Obsession Untamed (Feral Warriors #2)(10)



She gave him a wry look that held a hint of a smile. “You’re a pain in the ass, you know that?”

His expression softened the way her father’s used to after he’d scolded her, right before he told her he still loved her. The liar.

“I wouldn’t be doing my job if I weren’t.” Phil waved his hand toward the door. “Now go home and turn on the television. And make it a comedy. When you walk in here Wednesday morning, I want you looking like the living again instead of the half-dead.”

Delaney made a face at him but didn’t say any more as she rose, lifted her hand in a brief farewell, and left. Taking a long weekend might actually work to her advantage. Maybe if she weren’t so tired, she’d start seeing the visions clearly again, without the accompanying migraine.

Then, if she could just figure out where the next murder was taking place, she might be able to get there in time to stop it. Or at least, in time to catch the murderer.

That son of a bitch was going down.

As she walked to her car, she prayed she’d get another vision soon. But as she slid her key into the ignition of her Toyota SUV, her head exploded with pain. Too soon.

The keys dropped to the floor with a jangle as Delaney grabbed the steering wheel, gasping. Her vision went until all she could see were wildly colored jagged shapes that cut through her head and stole her breath with excruciating agony. Her skin turned to ice even as beads of sweat rolled between her br**sts.

A scream tore through her brain. A scream not her own.

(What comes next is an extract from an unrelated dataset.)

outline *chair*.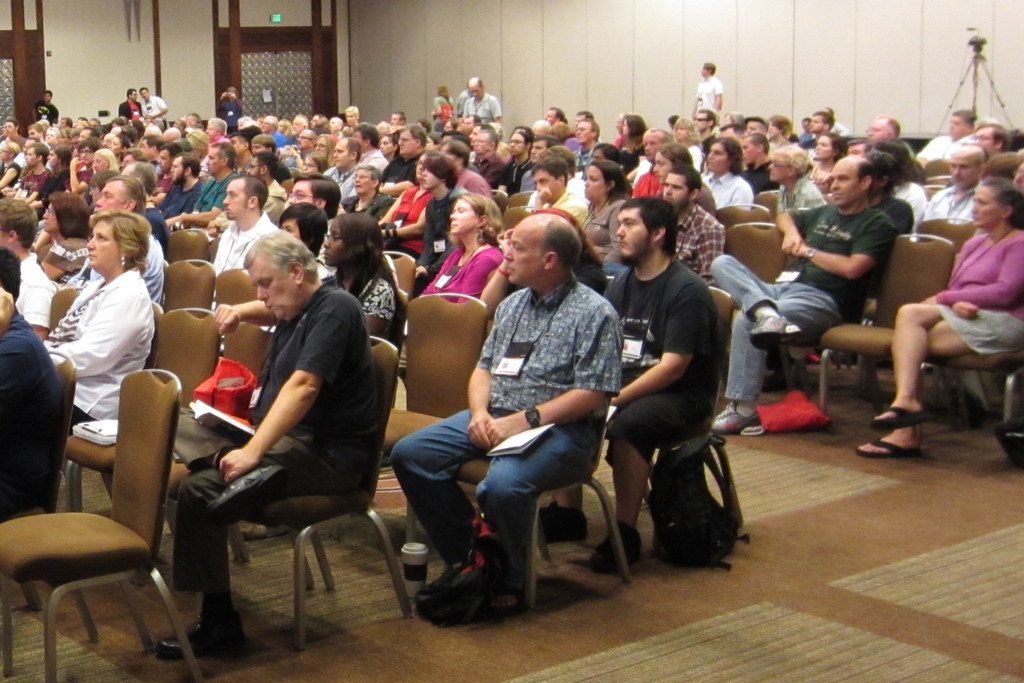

Amid the tearing color she caught glimpses of a scene. An unknown woman’s face contorted in terror. A body lying on a pitted and stained linoleum floor.

The visions and colors flew at her, clawing at her mind until the pain ran in bright red rivulets that slowly turned to black.

“Hey, lady!”

Delaney blinked, a god-awful noise blaring in her ears as she awoke with a jolt. She straightened, releasing the steering wheel. The noise abated at once.

The horn. She’d been leaning on the horn.

The fog of confusion dissipated through the ache that still filled her head. She’d had another vision. Or maybe just one hell of a migraine. A migraine with dead people.

The tapping resumed on her window, and she turned to find the garage attendant staring at her through the glass. She reached for the keys, remembered they’d fallen, and leaned down to search for them with shaking fingers. Finally, she managed to snag them, start the car, and lower the window.

“Are you okay?” he asked worriedly. “Did you pass out or something?”

“I fell asleep. I’m fine.” With that, she backed out of the parking space and left the garage to join the heavy flow of traffic. Phil had told her she looked half-dead. She was beginning to think he might have been closer to the truth than she wanted to believe. Maybe she was coming down with the flu. The visions were just fever-induced hallucinations.

And maybe the man who’d attacked her had given her something in addition to the visions. Some kind of deadly disease.

She groaned. If she still felt so bad in the morning, she’d go to the doctor. Right now, all she wanted to do was to get home and sleep. Please God, without another vision, or she’d never make it home at all.

She white-knuckled it the entire trip to Fairlington, but made it without incident. As she fumbled with her keys in the lock of her condo, a cat leaped into her line of sight, startling her. Her keys fell from her nerveless fingers, but the pretty tabby barely seemed to notice, sliding instead around her ankle.

“Sorry about that, fella. Where’d you come from?” She stroked the animal’s orange-striped fur as she bent down to retrieve her keys. “You’re a pretty thing, but you don’t want to stay near me tonight. If I’m getting sick, like I think I am, things are bound to get disgusting. Go home.”

But he only purred and rubbed his face against her pant leg. Delaney gave his chin a scratch, then rose and managed to get the key in the lock. As she pushed open the door, the cat raced inside.

Blast it. She was so not up to chasing a cat. Unless he changed his mind fast, he was going to have to spend the night.

The animal turned and sat in the bedroom doorway, watching her as she set her briefcase on the large dining table that constituted the only real furniture in her living room. On the table sat her laptop and computer and a host of case files. Covering the walls of the room were maps, photos of the missing, and the crime-scene photos of the dead. Her office away from the office. Although Phil had made her promise not to come in to work any more than fifty hours a week, she never quit working, as the too-shrewd man knew all too well.

She met the cat’s eerily sharp gaze. “Believe me, if you’re looking for a home, this isn’t it.”

She swayed on her feet and grabbed the back of the nearest straight-backed chair wishing, for once, she’d bothered to buy a sofa. The only place she could relax was the bed. And that was where she needed to be.

The cat’s soft, deep purr caressed her frayed nerves, as if he sensed how lousy she felt. It was kind of nice feeling like someone cared, even if he was really just asking for food. Maybe with her working more hours from home, she could take having a pet off that wish list reserved for the distant future. A future she hadn’t thought she was going to see for a brief few minutes in the laundry room of the Potomac Side Apartments.

The cat moved out of her way as she went into the bedroom, then resumed his watchful pose as she pulled off her suit jacket and tossed it on the bed.